Who’s Afraid of the Big Bad Wolf? We Are!

OPED

The world has obviously become a scarier place to live in and enjoy than it once was – scarier than during World Wars One and Two, or in the chilling times of the most destructive earthquakes Man has ever known. With international terrorism out of control – alarmingly rampant and spreading fast – human life on Earth in general and our attitudes in particular are starting to alter noticeably, forfeiting one set of values and acquiring another.

It is so much easier to go to war and defend yourself when things are clear and open between the warring parties: you know who the enemy is, you plan your strategy and you defy violence as classic war logic dictates. Incidentally, wars have always contained their part of parity and honesty, so to speak. This is no longer the case in our bizarre times of ambushed animosity when the enemy is invisible and armed to the teeth to kill you and your loved ones.

I have an educated sense of justice and ample evaluation acumen to know that it is politically incorrect to say there is something wrong going on between the Islamic and Judeo-Christian cultural routines presently – just as it was in the past – but as the famous adage has it, facts are sacred. Only the comments are not very free now! Terror has overwhelmed the planet, leaving it trembling in fear. Innocent civilians are losing their lives in this weird war just because somebody wants to murder them for some uncertain reason full of exacerbated odium and an unconscionable sense of revenge. And they are doing this with an old but renovated unconventional weapon called suicide.

Suicide bombing has nothing to do with Christianity or Judaism. As a matter of fact, suicidal termination of life is reckoned as one of the heaviest sins in our faith. Christians and Jews, or any other believers, except the Muhammadan – putting this respectfully – do not usually wire their bodies and load themselves with killing gear aiming to eventually explode themselves in the most densely populated public areas of what we call the Western World.

It is a purely Muslim invention and tool for defeating the adversary, even though the adversary is not really an adversary. Adversary in the case of the suicide bombing is only a deliberately targeted symbol in order to send a message. But this cruel message has a savage proclivity of taking hundreds of innocent lives at a time, thousands in actual aggregate and millions as possibility.
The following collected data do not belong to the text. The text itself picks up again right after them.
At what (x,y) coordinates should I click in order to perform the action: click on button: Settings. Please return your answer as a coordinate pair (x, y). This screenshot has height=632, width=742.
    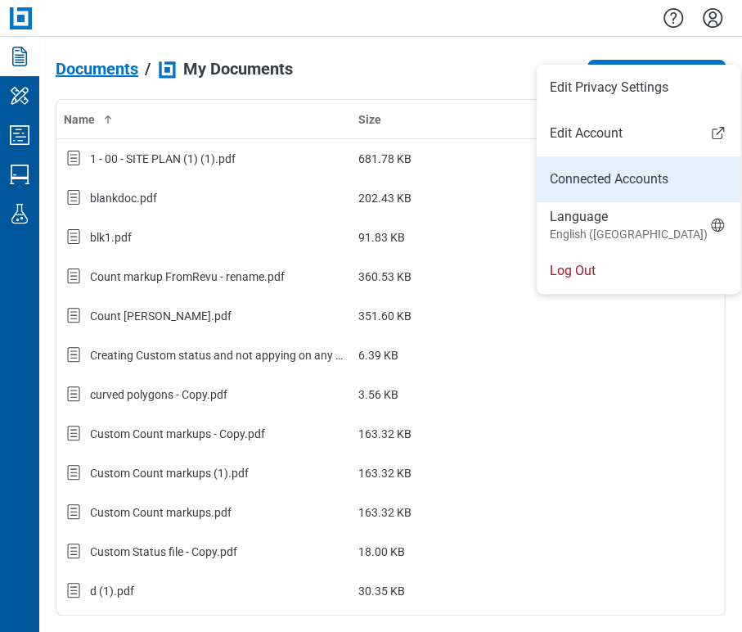
    Looking at the image, I should click on (713, 18).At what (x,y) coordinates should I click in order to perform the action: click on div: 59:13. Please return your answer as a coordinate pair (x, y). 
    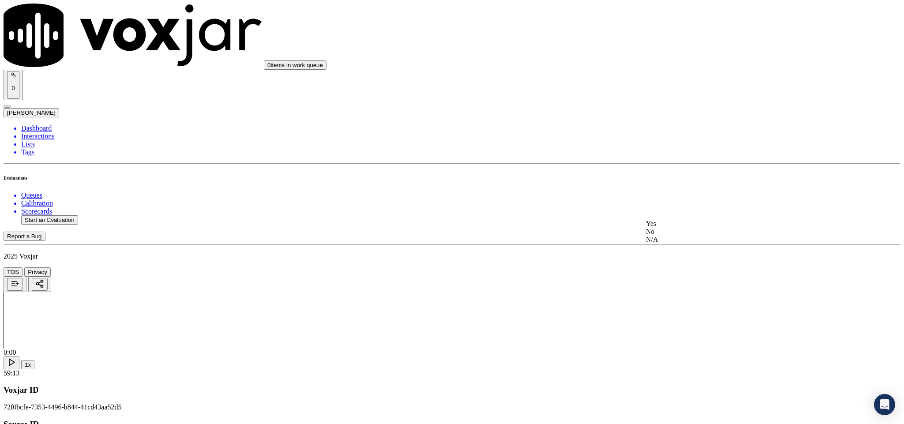
    Looking at the image, I should click on (452, 373).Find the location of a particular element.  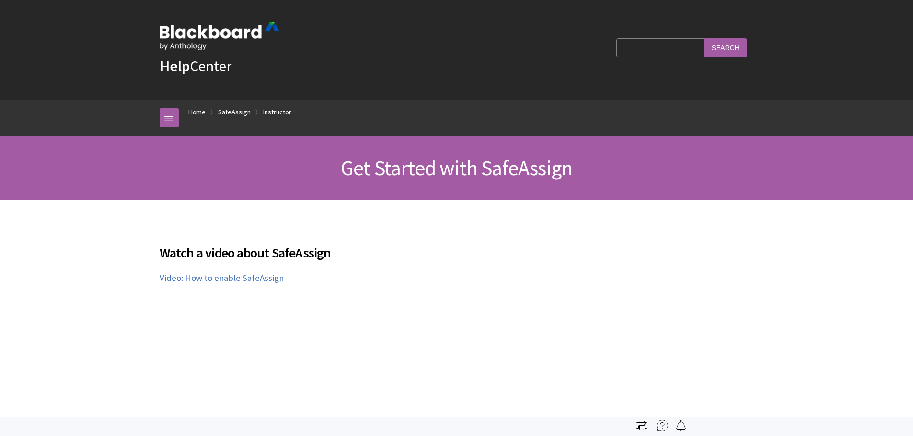

img: Print is located at coordinates (642, 426).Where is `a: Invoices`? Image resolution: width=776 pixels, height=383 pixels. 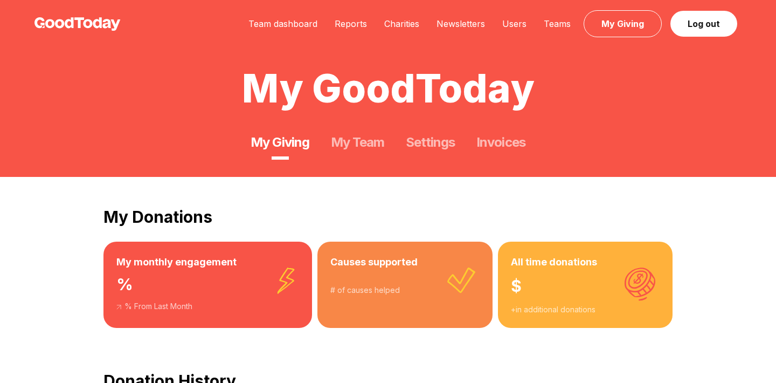
a: Invoices is located at coordinates (501, 142).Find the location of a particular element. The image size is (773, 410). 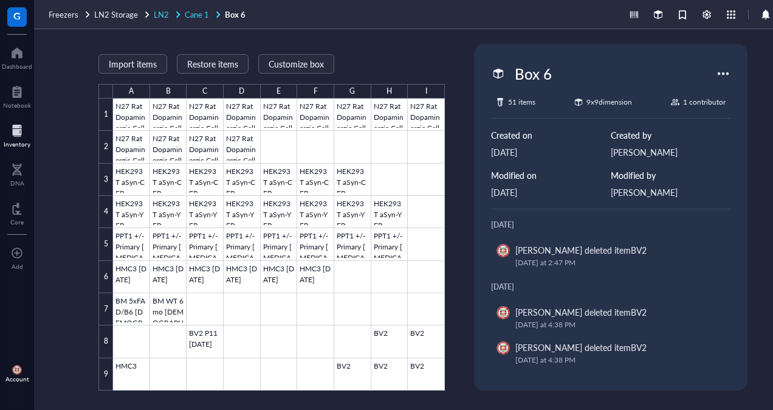

span: Restore items is located at coordinates (213, 64).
I am verbally and philosophically sweating over this strange phenomenon of terror-mongering in an attempt to somehow make head or tail of it, and the conclusion I arrive at is that it cannot be helped even if the West achieves a certain amount of temporary success in subduing the infuriated monster. The monster has countless growing heads, arms and feet, and an indomitable soul into the bargain, which claims immortality. There is no stopping the powerful blood-thirsty giant, named terrorism, unless some counter-power ends its rage with some calculated determination and practically usable sophistication.

And even if this is achievable, it will not be the best solution to the dilemma. There may be no win-win situation here. It is a double-edged sword of a kind, because there are tens of millions, if not hundreds of millions, of wonderful, hard-working, peace-loving, kind-hearted, honest and intelligent Muslims in the world who hate the fact of terrorism. They often find themselves alongside other innocents in the crowd of good victims of a suicide bomber attack.

Some bright authors might qualify the dreadful cul-de-sac as a clash of civilizations, and interpret masterfully its reasons and consequences, but this is no help. The only way out has to be traced somewhere else, in an absolutely unknown place called reconciliation, which can materialize only if we take entire Mankind’s wealth and every single source of human happiness and redistribute it so that all of the six plus billion people around the globe feel blessed and satisfied.

Is this at all possible? Most of us would say no. In which case we can forget about quenching terrorism and relaxing a little. On a totally different count, it is us- the terror fighters -who call them terrorists. They think differently of themselves – the heroes struggling for justice and freedom. Meanwhile, the big bad wolves are right here in our backyards, and no matter how courageously we try to defy the onslaught, we are still scared to death – not because we are natural cowards, but because we are just humans and want to live rather than die.